Take Hinds County, where African-Americans make up 69 percent of the population, as an example. Cochran increased his vote total there by about 7,000 votes from the first round of the primary and his share of the vote by a little over 6 percentage points to 72 percent on Tuesday.

McDaniel’s results, on the other hand, show a different pattern. If 30 percent of Cochran’s vote increase can be explained by the racial makeup of the county, less than 1 percent of McDaniel’s vote increase can (at least according to the coefficients of determination). We see no relationship when plotting McDaniel’s vote increase and the percentage of African-Americans in each county:

enten-datalab-cochranblackvoters-2

We can also see what would have happened had there been no increase in the number of African-American or Democratic voters in the runoff, but it’s going to take some math.

I ran two separate regressions on Cochran’s and McDaniel’s vote totals while accounting for race. The first looked at whether Cochran’s runoff vote total could be explained by a combination of his vote total in the first round and the racial makeup of each county. The second did the same for McDaniel.

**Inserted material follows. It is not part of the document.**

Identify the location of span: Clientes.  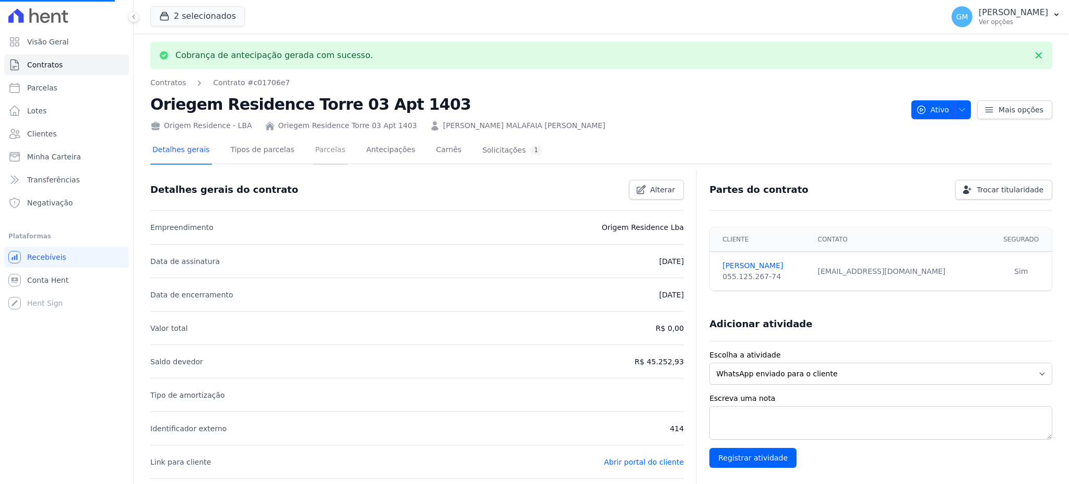
(42, 134).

The regressions initially tell the same story as the charts above. For Cochran, we see that the coefficient (“Coef” in the Stata output below) on the African-American percentage variable is more than double that of the non-black variable. This means that Cochran saw a much larger increase in his vote totals in the areas where African-Americans make up a larger percentage of the population. For McDaniel, the coefficients are pretty much equal, which indicates that you can’t explain McDaniel’s vote total increase by the share of African-Americans in each county.

cochranstata2mcdanielstata2We can do more with these regressions, though. We can hold the African-American percentage of the population variables constant in both the Cochran and McDaniel regressions, while adjusting the non-African American variables. This process mirrors on a county level what would happen if white or traditionally Republican turnout went up but black or traditionally Democratic turnout didn’t change from the first to the second round. In my scenario, I kept the African-American turnout constant from the first round of voting, but let the white vote increase as it actually did.

The result: Cochran loses a lot of votes. Instead of Cochran winning the runoff by 2 points, or about 6,000 votes, he loses by a little less than 8 points, or about 25,000 votes. He drops about 40,000 votes from his 190,000 vote total, while McDaniel loses only about 15,000 from his 185,000 vote total. You can see this phenomenon in the chart below. It shows how much Cochran’s vote percentage against McDaniel would drop in each of Mississippi’s 82 counties (each county is one dot) if we keep black turnout on the county level the same from the first round of the primary to the runoff:

enten-datalab-cochranblackvoters-3

Now, you may be saying to yourself that Cochran going from a win by a little less than 2 points to a loss by a little less than 8 points seems like a pretty big shift. I agree. I stress again that a county-by-county examination is inexact. We need to get more data to be sure of why Cochran won. (And that data should be coming if you’ll just sit tight. Patience is as helpful a skill in interpreting politics as it is in practicing it.)

Keep in mind, though, that the pre-election polls had McDaniel ahead by around 8 points. It seems plausible that the reason they got the race wrong was because they were modeling an electorate that looked a lot more like the first round of the GOP primary instead of the runoff. That certainly makes sense given what I found. The analysis here suggests that Cochran may very well have won because he was able to get traditionally Democratic voters to cast their ballots for him.

Harry Enten was a senior political writer and analyst for FiveThirtyEight.